Burnes, B., & James, H. (1995). Culture, cognitive dissonance and the management of change. International Journal of Operations & Production Management. Vol 15, No 8, 1995.
Keim, B. (October 2010). Culture evolves slowly, falls apart quickly. Wired.com. Retrieved October 2010 from http://www.wired.com/wiredscience/2010/10/evolution-of-culture/
Kilduff, M., & Tsai, W. (2003). Social Networks and Organizations. London: SAGE Publications Ltd.
Kiron, D., & Shockley, R. (2011). Creating Business Value with Analytics. MIT Sloan Management Review, 53(1), 10.
Kiron, D., Shockley, R., Kruschwitz, N., Finch, G., & Haydock, M. (2011). Analytics: The Widening Divide. MIT Sloan Management Review (Special Report), 21.
Knoke, D., Yang, S. (2008). Social Network Analysis.
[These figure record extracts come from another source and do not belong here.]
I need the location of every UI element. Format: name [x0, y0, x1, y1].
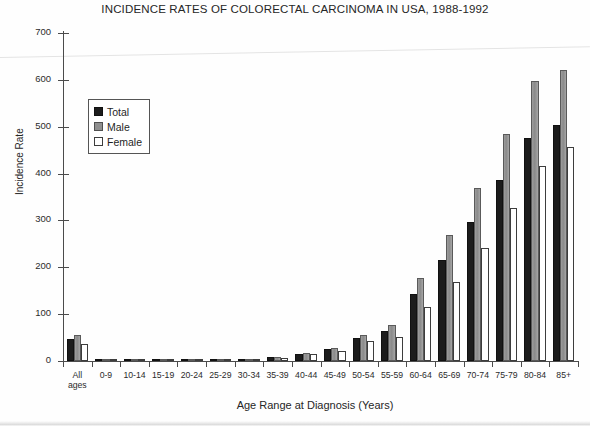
plot-area: 0100200300400500600700 [63, 33, 578, 361]
y-axis-tick-label: 500 [35, 120, 51, 131]
bar-female [195, 359, 202, 361]
x-axis-tick [578, 361, 579, 367]
y-axis-tick: 400 [58, 174, 69, 175]
y-axis-tick-label: 400 [35, 167, 51, 178]
bar-total [353, 338, 360, 361]
x-axis-category-label: 70-74 [467, 370, 489, 380]
bar-female [281, 358, 288, 361]
y-axis-tick-label: 0 [46, 354, 51, 365]
x-axis-tick [235, 361, 236, 367]
bar-male [160, 359, 167, 361]
bar-male [531, 81, 538, 361]
x-axis-category-label: 75-79 [495, 370, 517, 380]
y-axis-tick-label: 700 [35, 26, 51, 37]
legend-label-total: Total [107, 106, 129, 118]
bar-female [481, 248, 488, 361]
x-axis-tick [435, 361, 436, 367]
bar-female [253, 359, 260, 361]
x-axis-tick [263, 361, 264, 367]
x-axis-category-label: 80-84 [524, 370, 546, 380]
y-axis-tick-label: 200 [35, 260, 51, 271]
chart-page: INCIDENCE RATES OF COLORECTAL CARCINOMA … [0, 0, 590, 426]
bar-total [295, 354, 302, 361]
x-axis-category-label: 65-69 [438, 370, 460, 380]
bar-female [81, 344, 88, 361]
bar-male [388, 325, 395, 361]
x-axis-tick [549, 361, 550, 367]
x-axis-label: Age Range at Diagnosis (Years) [0, 399, 590, 411]
x-axis-tick [177, 361, 178, 367]
y-axis-tick-label: 300 [35, 213, 51, 224]
bar-female [424, 307, 431, 361]
x-axis-category-label: 55-59 [381, 370, 403, 380]
x-axis-category-label: 50-54 [352, 370, 374, 380]
bar-male [102, 359, 109, 361]
scan-artifact-bottom [0, 421, 590, 426]
x-axis-tick [521, 361, 522, 367]
bar-total [238, 359, 245, 361]
bar-male [560, 70, 567, 361]
x-axis-category-label: 45-49 [324, 370, 346, 380]
bar-total [67, 339, 74, 361]
bar-total [381, 331, 388, 361]
legend-item-total: Total [94, 104, 142, 119]
x-axis-tick [206, 361, 207, 367]
x-axis-category-label: 10-14 [123, 370, 145, 380]
bar-female [310, 354, 317, 361]
x-axis-tick [464, 361, 465, 367]
y-axis-tick: 300 [58, 220, 69, 221]
bar-total [124, 359, 131, 361]
x-axis-category-label: 15-19 [152, 370, 174, 380]
legend-swatch-total-icon [94, 107, 103, 116]
bar-total [152, 359, 159, 361]
x-axis-tick [406, 361, 407, 367]
y-axis-tick: 100 [58, 314, 69, 315]
y-axis-tick-label: 600 [35, 73, 51, 84]
x-axis-tick [92, 361, 93, 367]
bar-female [138, 359, 145, 361]
x-axis-tick [492, 361, 493, 367]
x-axis-category-label: 85+ [556, 370, 571, 380]
y-axis-tick: 500 [58, 127, 69, 128]
bar-total [410, 294, 417, 361]
y-axis-tick: 200 [58, 267, 69, 268]
bar-male [303, 353, 310, 361]
legend-item-female: Female [94, 134, 142, 149]
x-axis-category-label: All ages [68, 370, 87, 390]
bar-total [438, 260, 445, 361]
y-axis-tick: 600 [58, 80, 69, 81]
y-axis-tick-label: 100 [35, 307, 51, 318]
x-axis-category-label: 25-29 [209, 370, 231, 380]
bar-male [274, 357, 281, 361]
bar-male [217, 359, 224, 361]
x-axis-tick [349, 361, 350, 367]
bar-female [567, 147, 574, 361]
chart-title: INCIDENCE RATES OF COLORECTAL CARCINOMA … [0, 3, 590, 15]
legend-label-male: Male [107, 121, 130, 133]
x-axis-category-label: 35-39 [266, 370, 288, 380]
bar-total [467, 222, 474, 361]
bar-female [110, 359, 117, 361]
x-axis-category-label: 0-9 [100, 370, 113, 380]
bar-total [181, 359, 188, 361]
x-axis-category-label: 60-64 [410, 370, 432, 380]
x-axis-tick [378, 361, 379, 367]
bar-male [360, 335, 367, 361]
legend-item-male: Male [94, 119, 142, 134]
bar-male [131, 359, 138, 361]
bar-male [503, 134, 510, 361]
bar-male [474, 188, 481, 361]
y-axis-label: Incidence Rate [14, 128, 25, 195]
x-axis-tick [63, 361, 64, 367]
bar-female [539, 166, 546, 361]
bar-male [245, 359, 252, 361]
y-axis-tick: 700 [58, 33, 69, 34]
bar-total [524, 138, 531, 361]
x-axis-category-label: 20-24 [181, 370, 203, 380]
bar-female [167, 359, 174, 361]
bar-total [553, 125, 560, 361]
bar-male [331, 348, 338, 361]
legend-swatch-male-icon [94, 122, 103, 131]
bar-female [453, 282, 460, 361]
chart-legend: Total Male Female [88, 99, 150, 154]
London: SAGE Publications, Inc.
Kotter, J. P., & Cohen, D. S. (2002). The Heart of Change. Boston, MA, USA: Harvard Business School Press.
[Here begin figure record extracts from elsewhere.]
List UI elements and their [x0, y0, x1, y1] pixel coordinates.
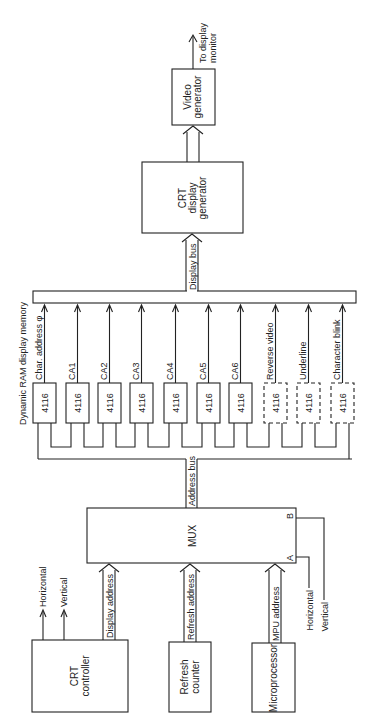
- display-bus-label: Display bus: [188, 243, 198, 290]
- mux-port-a: A: [285, 555, 295, 561]
- ram-chip-part: 4116: [236, 393, 246, 412]
- crt-display-generator-label-3: generator: [197, 176, 208, 219]
- crt-controller-sync-outputs: [40, 610, 67, 640]
- vertical-out-label: Vertical: [59, 577, 69, 607]
- address-connection: [247, 423, 269, 447]
- ram-chip-part: 4116: [73, 393, 83, 412]
- ram-chip-signal: CA5: [198, 362, 208, 380]
- dynamic-ram-title: Dynamic RAM display memory: [18, 301, 28, 425]
- ram-chip-signal: Char. address φ: [34, 315, 44, 380]
- crt-controller-label-2: controller: [80, 655, 91, 697]
- address-connection: [84, 423, 103, 447]
- refresh-counter-label-2: counter: [190, 660, 201, 694]
- memory-chip: 4116Character blink: [315, 305, 354, 459]
- mpu-address-label: MPU address: [271, 586, 281, 641]
- address-connection: [315, 423, 336, 447]
- mux-label: MUX: [187, 525, 198, 548]
- to-display-monitor-label-2: monitor: [208, 33, 218, 63]
- ram-chip-signal: CA1: [67, 362, 77, 380]
- memory-chip: 4116Char. address φ: [33, 305, 56, 459]
- crt-controller-label-1: CRT: [69, 666, 80, 686]
- ram-chip-signal: CA3: [131, 362, 141, 380]
- address-connection: [182, 423, 202, 447]
- memory-chip: 4116Underline: [282, 305, 320, 447]
- video-generator-label-2: generator: [192, 75, 203, 118]
- address-connection: [51, 423, 71, 447]
- memory-chip: 4116CA5: [182, 305, 220, 447]
- ram-chip-part: 4116: [171, 393, 181, 412]
- block-diagram: To display monitor Video generator CRT d…: [0, 0, 367, 716]
- to-display-monitor-label-1: To display: [198, 22, 208, 63]
- ram-chip-signal: CA2: [99, 362, 109, 380]
- address-bus-label: Address bus: [187, 455, 197, 506]
- memory-chips: 4116Char. address φ4116CA14116CA24116CA3…: [33, 305, 354, 459]
- address-connection: [148, 423, 169, 447]
- ram-chip-signal: CA4: [165, 362, 175, 380]
- ram-chip-part: 4116: [137, 393, 147, 412]
- microprocessor-label: Microprocessor: [268, 643, 279, 712]
- mux-select-lines: [296, 518, 324, 600]
- ram-chip-signal: Underline: [298, 341, 308, 380]
- address-connection: [282, 423, 302, 447]
- vertical-in-label: Vertical: [320, 602, 330, 632]
- address-connection: [116, 423, 135, 447]
- address-connection: [215, 423, 234, 447]
- display-address-label: Display address: [105, 573, 115, 638]
- memory-chip: 4116Reverse video: [247, 305, 287, 447]
- ram-chip-part: 4116: [271, 393, 281, 412]
- ram-chip-part: 4116: [204, 393, 214, 412]
- ram-chip-signal: Character blink: [332, 319, 342, 380]
- refresh-counter-label-1: Refresh: [179, 659, 190, 694]
- ram-chip-part: 4116: [105, 393, 115, 412]
- mux-port-b: B: [285, 513, 295, 519]
- generator-to-video-bus: [183, 126, 203, 162]
- ram-chip-part: 4116: [338, 393, 348, 412]
- ram-chip-part: 4116: [40, 393, 50, 412]
- ram-chip-signal: CA6: [230, 362, 240, 380]
- memory-chip: 4116CA1: [51, 305, 89, 447]
- ram-chip-signal: Reverse video: [265, 322, 275, 380]
- horizontal-in-label: Horizontal: [305, 590, 315, 631]
- memory-chip: 4116CA4: [148, 305, 187, 447]
- refresh-address-label: Refresh address: [186, 573, 196, 640]
- horizontal-out-label: Horizontal: [38, 566, 48, 607]
- ram-chip-part: 4116: [304, 393, 314, 412]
Kotter, J. (January 2007). Leading change: why transformation efforts fail. Harvard Business Review. January 2007.
LaValle, S., Hopkins, M. S., Lesser, E., Shockley, R., & Kruschwitz, N. (2010). Analytics: The New Path to Value. MIT Sloan Management Review, 22.
LaValle, S., Lesser, E., Shockley, R., Hopkins, M. S., & Kruschwitz, N. (2011). Big Data, Analytics and the Path from Insights to Value. MIT Sloan Management Review, 52(2), 13.